Zoya went red. I hiccupped one last time and, furiously clenching my fists, ran out of the loge. I started walking up and down the corridor. I walked and walked and walked— hiccupping constantly. I ate, I drank, I tried everything— finally at the beginning of the fourth act I gave up and went home. The moment I unlocked the door, as if to spite me, my hiccups stopped. I slapped my neck, and shouted:
“Go on, hiccup! Now you can hiccup all you want, you poor, booed-off fiancé! No, you were not booed off, you were hiccupped off!”

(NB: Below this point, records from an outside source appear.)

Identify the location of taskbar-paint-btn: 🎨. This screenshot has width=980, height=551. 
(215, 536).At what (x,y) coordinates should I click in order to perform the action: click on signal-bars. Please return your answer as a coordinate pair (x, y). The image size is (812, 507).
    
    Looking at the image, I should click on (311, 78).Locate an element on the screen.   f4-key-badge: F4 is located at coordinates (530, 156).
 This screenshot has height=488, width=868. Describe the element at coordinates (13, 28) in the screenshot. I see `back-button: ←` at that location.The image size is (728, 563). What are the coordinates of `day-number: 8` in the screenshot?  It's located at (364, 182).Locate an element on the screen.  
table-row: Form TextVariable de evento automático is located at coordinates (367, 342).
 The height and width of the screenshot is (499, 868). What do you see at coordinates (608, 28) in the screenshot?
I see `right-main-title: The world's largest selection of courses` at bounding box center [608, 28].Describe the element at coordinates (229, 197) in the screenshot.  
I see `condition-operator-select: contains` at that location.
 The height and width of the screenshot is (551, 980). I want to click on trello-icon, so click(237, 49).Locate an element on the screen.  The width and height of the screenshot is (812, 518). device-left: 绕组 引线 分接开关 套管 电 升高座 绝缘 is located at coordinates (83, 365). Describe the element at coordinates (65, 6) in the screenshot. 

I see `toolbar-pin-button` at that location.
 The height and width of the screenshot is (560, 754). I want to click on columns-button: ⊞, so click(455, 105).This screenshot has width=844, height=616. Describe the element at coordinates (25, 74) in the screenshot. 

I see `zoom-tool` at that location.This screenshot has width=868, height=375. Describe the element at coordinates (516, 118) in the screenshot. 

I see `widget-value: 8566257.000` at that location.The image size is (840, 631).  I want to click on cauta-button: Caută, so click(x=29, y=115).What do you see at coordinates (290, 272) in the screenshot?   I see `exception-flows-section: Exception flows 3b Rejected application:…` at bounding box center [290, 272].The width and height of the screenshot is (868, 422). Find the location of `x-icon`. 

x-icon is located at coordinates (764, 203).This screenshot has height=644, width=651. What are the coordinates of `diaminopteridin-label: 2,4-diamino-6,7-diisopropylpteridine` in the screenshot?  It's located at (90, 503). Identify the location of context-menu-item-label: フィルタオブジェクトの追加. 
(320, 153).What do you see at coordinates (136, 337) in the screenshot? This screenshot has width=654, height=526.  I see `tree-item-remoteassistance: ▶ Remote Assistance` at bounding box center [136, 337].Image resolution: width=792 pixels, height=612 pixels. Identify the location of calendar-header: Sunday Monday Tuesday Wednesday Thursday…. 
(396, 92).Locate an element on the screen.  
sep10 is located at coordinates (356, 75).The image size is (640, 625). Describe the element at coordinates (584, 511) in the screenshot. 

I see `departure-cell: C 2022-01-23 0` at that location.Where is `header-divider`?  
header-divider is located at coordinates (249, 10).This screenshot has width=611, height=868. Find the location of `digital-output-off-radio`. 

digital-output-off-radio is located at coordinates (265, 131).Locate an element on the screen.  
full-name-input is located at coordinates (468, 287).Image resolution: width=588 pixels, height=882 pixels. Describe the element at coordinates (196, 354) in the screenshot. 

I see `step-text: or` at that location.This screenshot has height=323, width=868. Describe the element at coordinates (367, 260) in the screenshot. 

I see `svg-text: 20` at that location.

The following day I went to visit the Pepsinovs the way I always did. Zoya didn’t come down for dinner, and sent word that she couldn’t see me as she wasn’t feeling well, while Pepsi- nov spoke at length about certain young people who didn’t know how to comport themselves in public. The fool! He’s obviously not aware that the organs that induce hiccupping are not subject to voluntary stimuli! Stimuli, ma chère, means “shakers.”
“Would you give your daughter—that is, if you had one—to a man who wouldn’t think twice about belching in public?” Pepsinov asked me after dinner. “Ha? Well?”
“Um, yes... I would,” I muttered.
“Quite a mistake!”
That was the end of Zoya as far as I was concerned. She could not forgive my hiccupping. For her that was the end of me. Would you like me to describe the remaining twelve incidents?
I could, but... enough is enough! The veins on my tem-ples have swollen, tears are flowing freely, and my liver is churning.... “O brother writers, our destiny doth weave fateful threads!” I wish you, ma chère, all the very best! I squeeze your hand tightly, and send my warmest regards to Paul. I hear that he is a good husband and father. God bless him! Pity, though, that he drinks so heavily (this, by the way, ma chère, is not a reproach!).
All the very best, ma chère. Your faithful servant, Baldas- tov.